A scraping noise behind him drew his attention. In the dim light, he could see a skeletally thin apparition approaching him from down the tunnel. He froze, startled by the otherworldliness of the figure, bathed in the greenish fungal glow like some netherworld phantom. But as it approached, he recognized the gnarled and bony countenance. Sin'jari, the creature who had so stubbornly insisted on their deaths.

As the tribe's elder closed the space between them, Ben noticed the two brutish guards following Sin'jari. Buttugly fellows. Where most of the mimi'swee were small and sinewy, these two looked like scarred bulldogs, hunched and menacing. Sin'jari stepped before Ben, raising his staff to block the way forward, then barked something angrily to his flanking guards.

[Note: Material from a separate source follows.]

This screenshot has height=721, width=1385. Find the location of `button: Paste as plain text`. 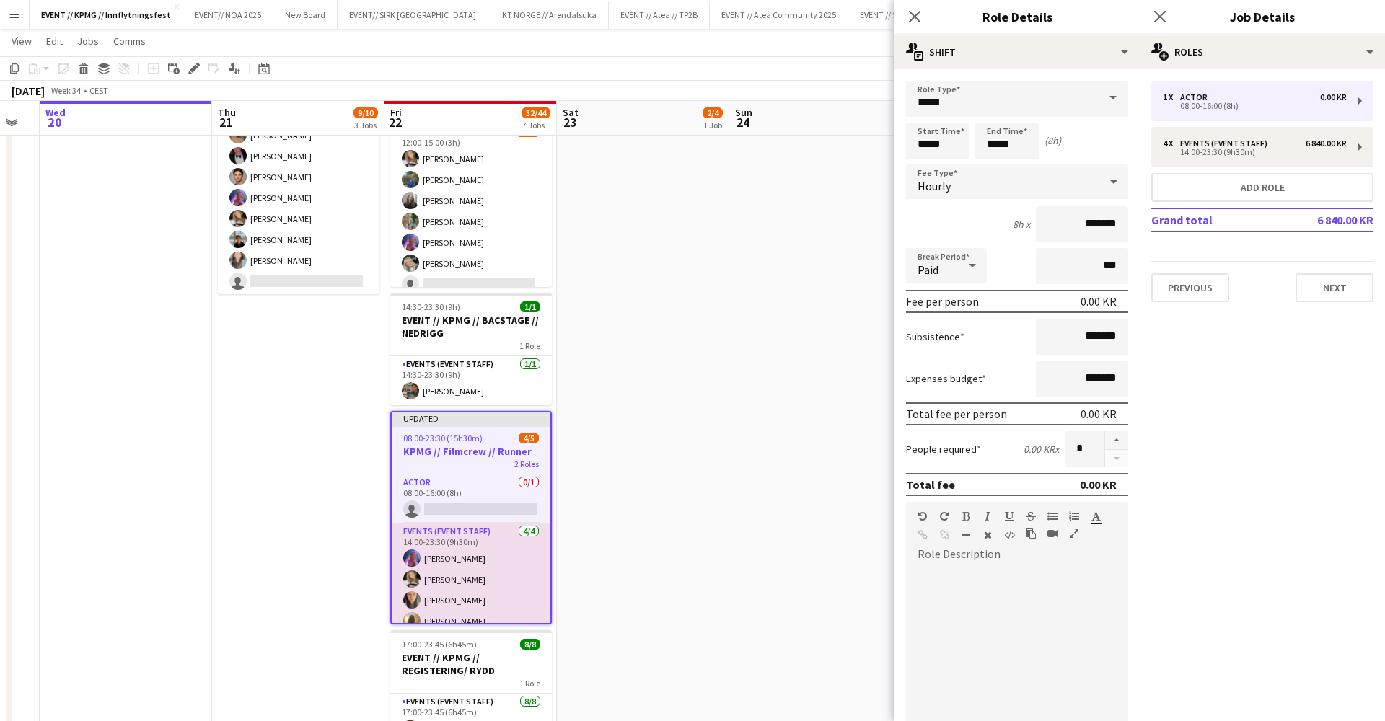

button: Paste as plain text is located at coordinates (1031, 534).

The two burly creatures advanced toward him.

Though physically drained, Ashley still found sleep escaping her. Her head pounded and a bruise on her hip throbbed. She found herself recalling Ben's arms as he held her, the scent of his hair, his fingers on her back and neck. She had gone too far the night before, in a moment of horrible weakness, and misled him badly as to her true feelings. She clutched the blanket around her shoulders, afraid of an even more frightening reality. Had she really misled him?

She glanced at the glowing dial of her watch. Two hours until the clock began ticking toward her death sentence. Too many worries battled within her, bottled up in her chest: What had happened to Jason? And Linda too, for that matter? What about Ben? Would he die trying to save her? Could he save her? And worst of all, if he should fail, would she then die never knowing what had happened to her son?

She clutched the blanket to her face, her tears finally overwhelming her control. Time was running out.

Ben took a step back from the lumbering creatures, who now leered at him in a threatening way. They were unarmed, but somehow Ben knew this was small comfort. He backed another step, debating what to do. He could try making a dash, but they would be at him like dingos on a wallaby. He'd best take his chances where he stood.

"Okay, you bastards," he grumbled, more to center himself than to intimidate his combatants. "Let's see how bloody easily those long necks of yours break."

Ben dug a heel into a rut in the floor to gain some leverage for a punch. He was readying himself when something suddenly grabbed his shoulder from behind. Wound tight, he instinctively swung a roundhouse blow toward the unseen attacker. He halted his punch just in time.

It was Mo'amba.

The old man released Ben's shoulder, staring for just a heartbeat at Ben's upraised fist. Mo'amba then glanced away to stare down the two guards, who were frozen where they stood. He barked something that made the pet dogs of Sin'jari bow their heads and slink back.